Closed Climbgunks closed 9 months ago
Thanks for the thoughtful report.
It seems that when the first 2 bytes are ffff, it means UNKNOWN length and the data size must be determined somewhere in the subsequent data.
I was able to reproduce it with derby.
I still don't know what to do to fix it. I'm trying to look at the derby source code to find out. I wonder if anyone has any information.
Here is some additional detail w/ hex dumps. I think I understand what happens if the data (>32k-ish) fits within 2 32k chunks, but haven't implemented anything yet. For larger replies, I need to understand how additional reads are triggered.
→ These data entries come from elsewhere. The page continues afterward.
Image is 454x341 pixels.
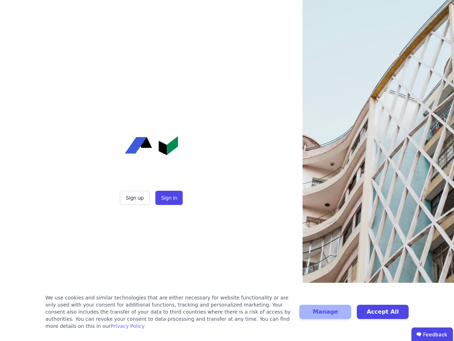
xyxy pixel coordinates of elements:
a: Privacy Policy [111,323,144,329]
button: Sign up [120,191,150,205]
img: Concular [125,136,178,155]
button: Accept All [357,304,409,319]
button: Manage [299,304,351,319]
div: We use cookies and similar technologies that are either necessary for website functionality or ar... [45,294,291,329]
button: Sign in [155,191,183,205]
Note, in all the dumps below, I emptied the socket -- so in the >64k case, it's waiting for a trigger from us.
Not sure how to produce mono-spaced text, so I've included it as an attachment notes.tgz
Since the issue has not been resolved in derby, I will leave the issue as it is.
But since it has been resolved in db2, I have released ver 0.5.0 for now.
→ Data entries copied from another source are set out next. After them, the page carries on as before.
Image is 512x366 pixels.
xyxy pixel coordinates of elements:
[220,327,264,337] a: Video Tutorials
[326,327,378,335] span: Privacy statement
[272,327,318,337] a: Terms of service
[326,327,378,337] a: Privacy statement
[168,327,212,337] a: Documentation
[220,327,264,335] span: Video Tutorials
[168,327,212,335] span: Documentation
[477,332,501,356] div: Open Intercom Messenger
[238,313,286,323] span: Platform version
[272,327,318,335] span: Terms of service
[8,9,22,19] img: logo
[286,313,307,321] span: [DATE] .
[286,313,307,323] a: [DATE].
It now works in derby too. I've messed up running the CNTQRY command, so I'd like to sort it out sometime.
I am connecting to a DB2 database and selecting N rows from a CUSTOMER table. For large N, this hangs in ddm.py:_recv_from_sock().
In my case the hang occurs when LIMIT N > 122. When I use LIMIT 122, the header is bytes 7f7cd0530002, which is the correct length of 32636 and _recv_from_sock() reads the additional 32630 bytes as it should. All rows are approximately the same size.
For X = 123: The DDS header (6 bytes) looks like bytes ffffd0530002 Treating the first 2 bytes as the length gives 65535, but this is incorrect. _recv_from_sock() hangs after 33025 bytes
Note that there is nothing in the data for row 123 that is causing the issue, because I can pull it by itself or in a group of rows with an appropriate WHERE clause.